Our precinct had new machines. Though this seemed to be working correctly, perhaps yours was not. Problems do happen with electronic vote counting.First, the voting machine was breaking down. Which was a first for me in this precinct since we went to this kind of counting in the Joan Growe years.
This is the job of the one of the judges, yes. Hand out the ballot, describe what to do, collect and number the receipts. The judges switch positions throughout the day.Second, they had one elderly lady handing out the ballots, explaining how the senatorial vote was to be handled,AND writing sequential numbers on the receipts. She was complaining that she couldn't keep up with the writing and she tried to do several while I stood there waiting for my ballot.
She seemed to feel she had to put them on a spike as she wrote the numbers on them.
She is required to.
She tried to push several at once on the spike, but she hadn't the hand strength to do it.
She tried to get caught up, and should have done them one by one.
That's not her own invented procedure. The receipts are numbered so that the used receipts can be tallied against the number of ballots counted. This procedure helps detect if ballots were counted that were not cast by registered voters (since the receipt is given to those on the voter rolls when they sign in, or register).Then she found a numbered receipt that hadn't been put on where it belonged in the numerical order. I can't tell if this was her own invented procedure, but it certainly was a bottle neck in the whole thing.

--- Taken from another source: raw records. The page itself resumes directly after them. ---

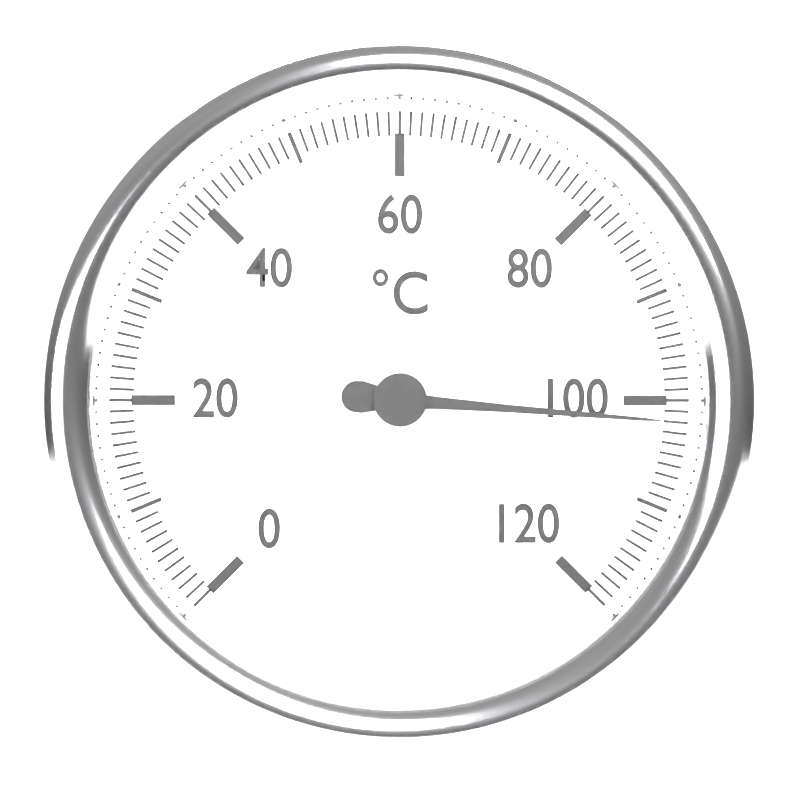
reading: 102 °C
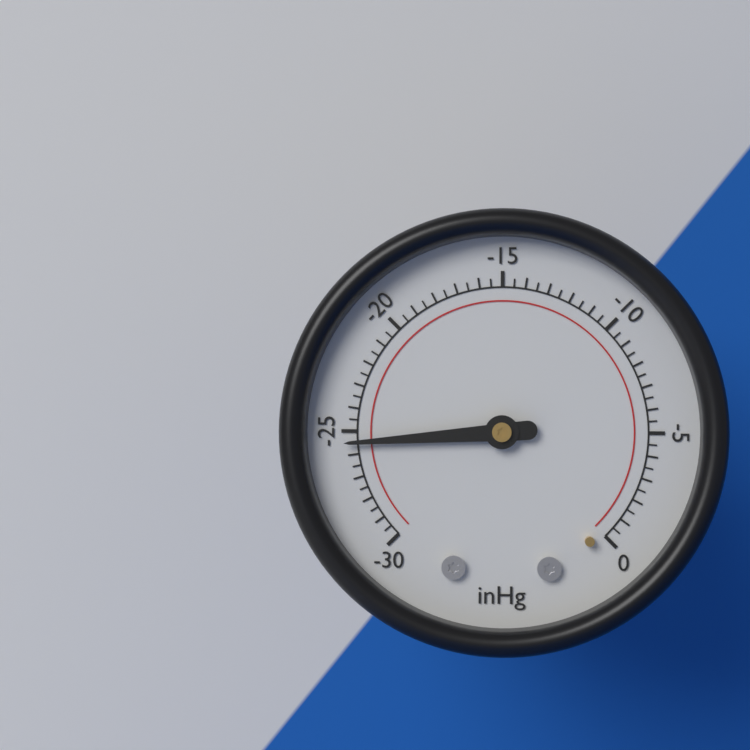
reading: -25.5 inHg
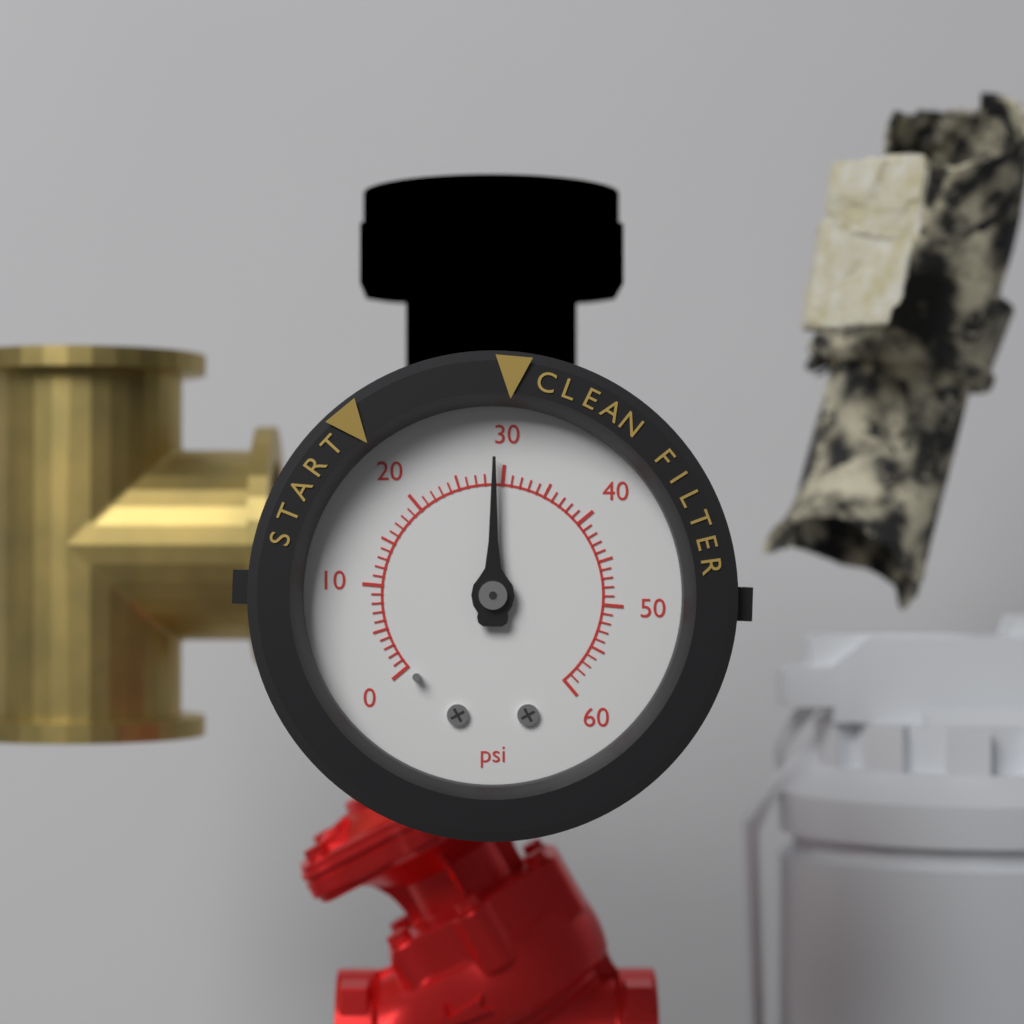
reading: 29 psi
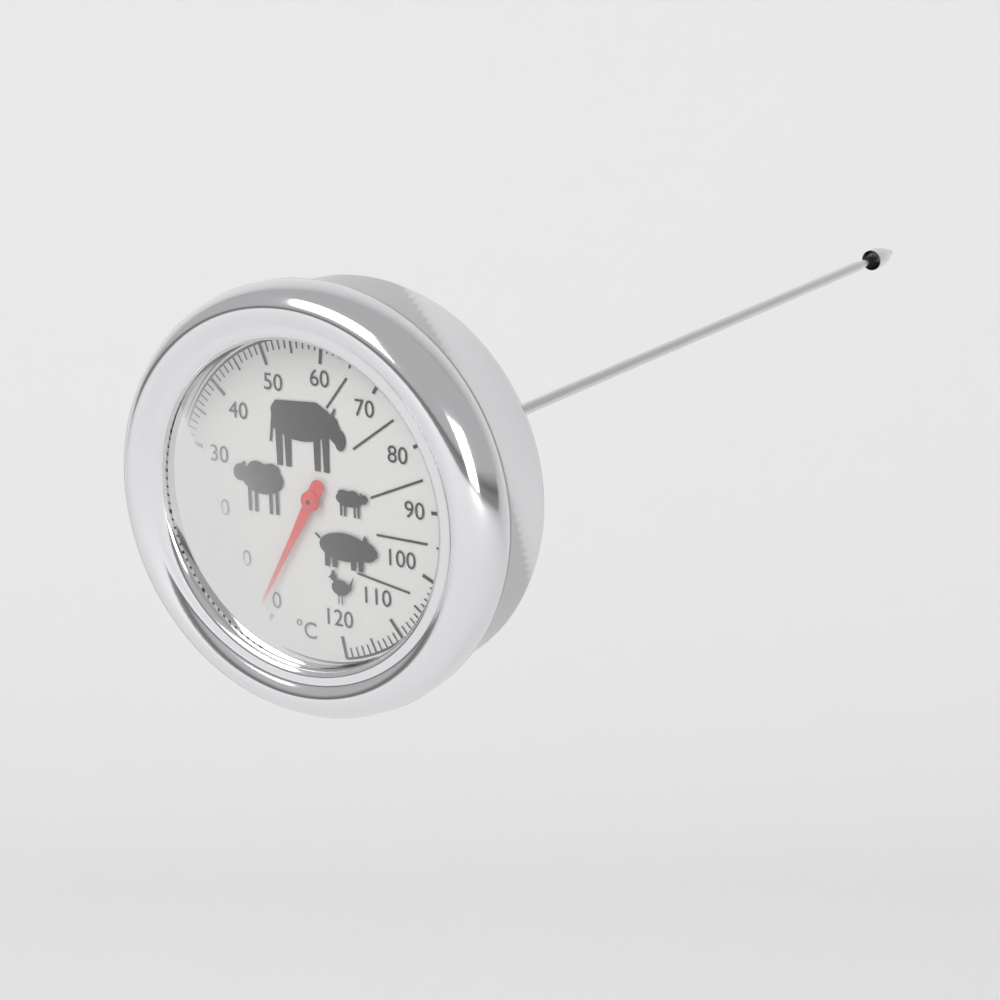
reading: 2 °C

Plus, the had about a half dozen people younger and stronger than she was.
She'll be rotated to a different job as the day goes on.
I didn't notice any thing new except the new grey ballot counters. The old ones were blue.This whole voting procedure was full of novelties with no advance notice.
Voters have been required to pick up a receipt when they sign in and to then turn in the receipt when they collect their ballot in Minneapolis for many many years now. This is not a new procedure.As a result, newcomers came in and stood in the long line for a while before someone told them they had to have a receipt.
There are procedures for aiding handicapped voters, including procedures to allow voting by voters who cannot walk or leave the car that brought them to the polls. I am sorry he didn't ask for a chair, and that one was not offered to him.Most got disgruntled but went ahead and voted anyway. One old guy came in with a cane and said there was no way he could stand that long in a line.
One discouraged vote gone this year. I don't know how many went away mmediately on seeing the line. One could criticize their attitude, but the thing to remember is that in the Cooper neighborhood, we don't HAVE this kind of experience with voting. Prior to this year, we had admirable efficiency. The problem had to be an imposed one because the same judges do it every time. Wellstone's death made a problem, but it didn't cause all this.
I saw nothing unusual or new in any procedure at my polling place.
I am speaking from experience in my remarks above. For years I was an election judge at Painter Park (then 10-5; it's something else now). The gubernatorial race where Arnie Carlson replaced Jon Grunseth at the last minute was a nightmare. We hand counted ballots that year, but we also machine counted, and the voting machines had some problem where static electricity built up and caused the computer in the machine to loses its memory. We re-counted, the memory would zero, we recounted, the memory would zero, on and on into the night. Around 4 am, we took the ballots to City Hall where another judge and I (one from each party) fed them into machine on a rubber mat which had been sprayed with Static Guard. Our precinct had an accurate vote count, but it took us 24 hours to produce it. I have a Commendation from Mayor Sayles-Belton for my work that night. I am quite proud of it.A number of ballots in this precinct did NOT get electronically counted. People had waited 45 minutes to make the critical step, and then the machine wouldnt work (can you say "Florida"?) I swore that once I marked my ballot, I'd wait all day to get it machine-counted. I'm not that old yet, and I arranged a day off for the election because I kinda smelled trouble coming. I didn't want to worry about getting to work in this kind of year.
Minnesota leads the nation in accurate fair elections. The ballots will be counted by a working tally machine. One way or another.
From what you've reported, it doesn't sound like it to me. It sounds like a high voter turnout combined with an elderly, slow-moving judge. Perhaps you can consider working an election yourself some day; it's quite an interesting experience.I genuinely believe there WILL be some lawsuits on this election day. I hope so. I think there is fishy stuff going on.
A note to those who are reporting their precinct turnouts: the ballot counting machine I inserted my two pages of ballot into counted *each page as a separate voter*. If you are reporting turnouts based on the number presented on the voting machine, it seems to me you have to divide that number by 2.